Expect extreme results to regress toward average
Unusually good or bad performance predicts more average performance next time — account for this before giving praise or blame.
Why it works
Regression to the mean is a mathematical inevitability whenever performance involves both skill and chance. The representativeness heuristic causes people to ignore it: they explain extreme outcomes as if they fully reflect the underlying reality ("they’ve turned a corner" / "this person is hopeless"), rather than partly reflecting chance fluctuation. This produces the famous intervention illusion: harsh feedback after a bad performance "works" and praise after a good one "hurts" — simply because extreme outcomes regress, regardless of the intervention.
How to do it
- After observing an unusually high or low result, ask: "How much of this could be due to chance fluctuation around the true average?"
- Predict that the next result will likely be closer to the person’s or process’s long-run average, not as extreme.
- Before attributing a change to an intervention, verify it with more than one or two follow-up observations.
- Separate feedback on what you can observe from conclusions about underlying talent or state.
Evidence
Regression to the mean is a mathematical property of correlated variables (Francis Galton identified it in 1886). Kahneman’s intervention illusion example (flight instructors praising vs. criticizing) illustrates how ignoring regression causes false causal attributions; this is a teaching example, not a formal study. (mechanistic)
How much any result regresses depends on how strongly skill vs. luck determines it; regression matters more in high-variance, luck-influenced domains than in highly skill-determined ones.
Sources
- Galton (1886), Regression towards mediocrity in hereditary stature, Journal of the Anthropological Institute of Great Britain and Ireland
Common mistake
Treating regression as a reason to ignore feedback — real skill improvements happen, but they should be confirmed over multiple observations, not inferred from a single extreme outcome.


_GOAL OF THE EXERCISE_
Could you write out the records below exactly as they appear, leaving out any pictures?

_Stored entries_
-*-
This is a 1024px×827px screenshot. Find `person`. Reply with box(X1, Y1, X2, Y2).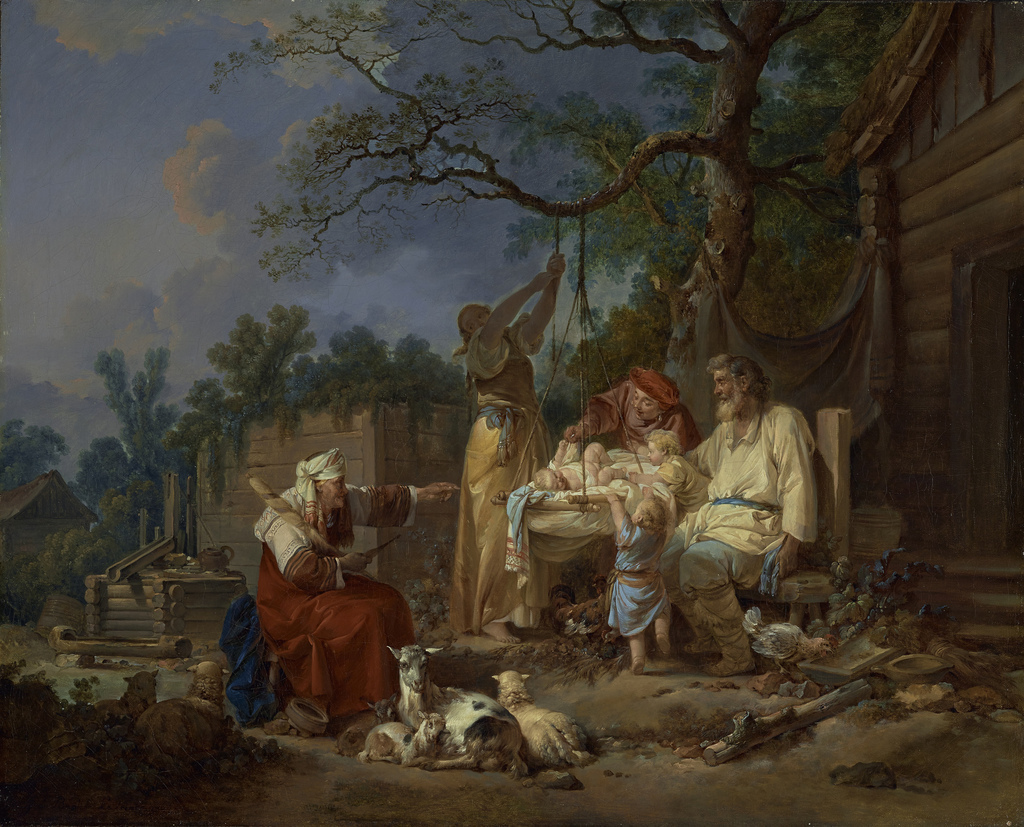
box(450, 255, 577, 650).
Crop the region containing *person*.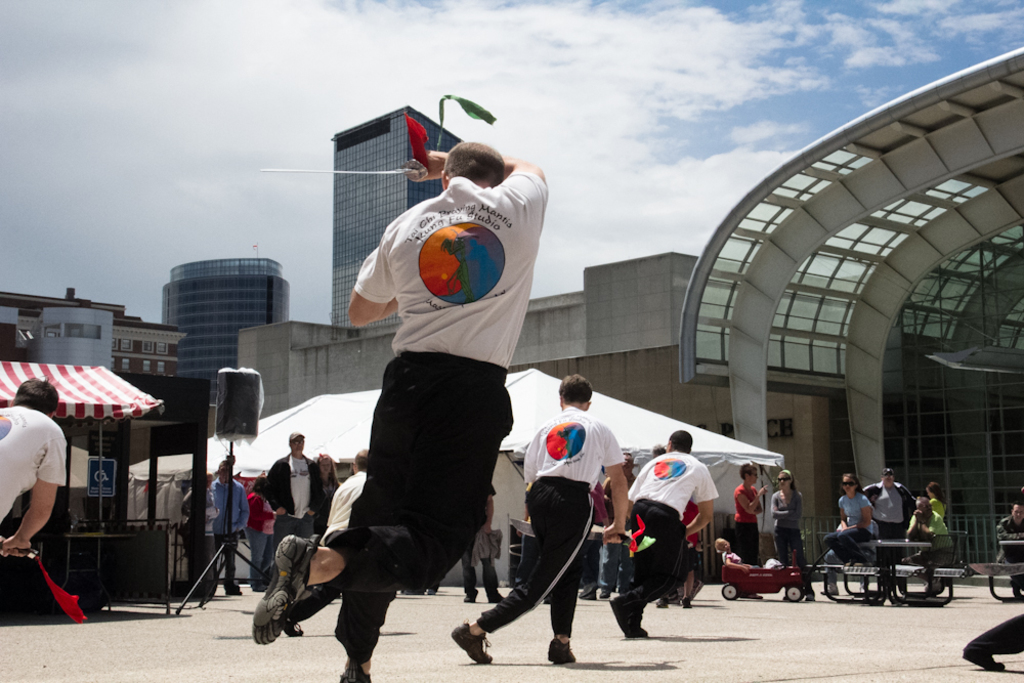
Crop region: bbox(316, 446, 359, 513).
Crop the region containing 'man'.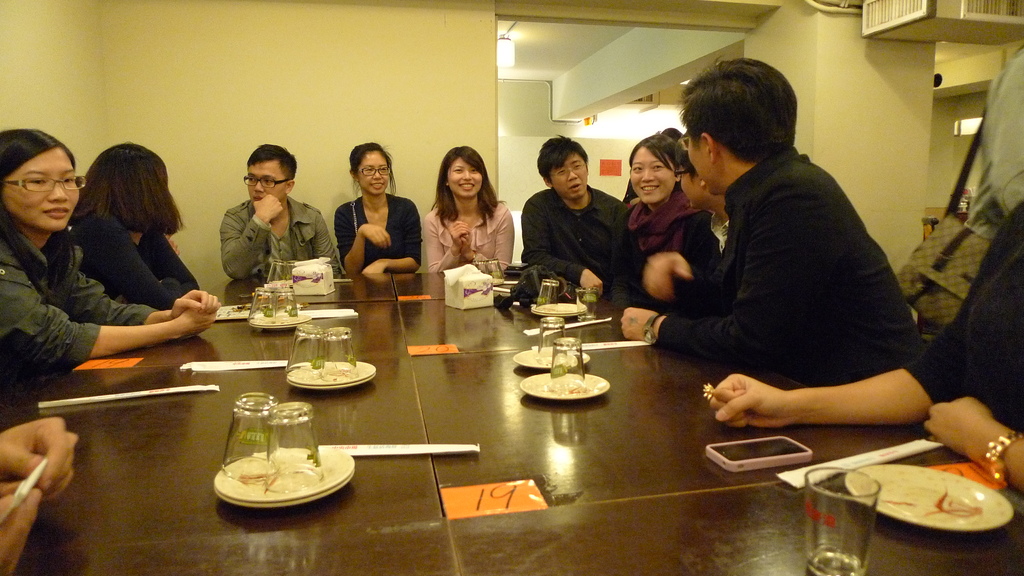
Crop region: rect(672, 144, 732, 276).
-*-
_YOUR SOLUTION_
This is a 1024px×827px screenshot. Find `person`. Reply with box(X1, Y1, X2, Y2).
box(450, 255, 577, 650).
Crop the region containing *person*.
Crop region: bbox(316, 446, 359, 513).
Crop the region containing 'man'.
Crop region: rect(672, 144, 732, 276).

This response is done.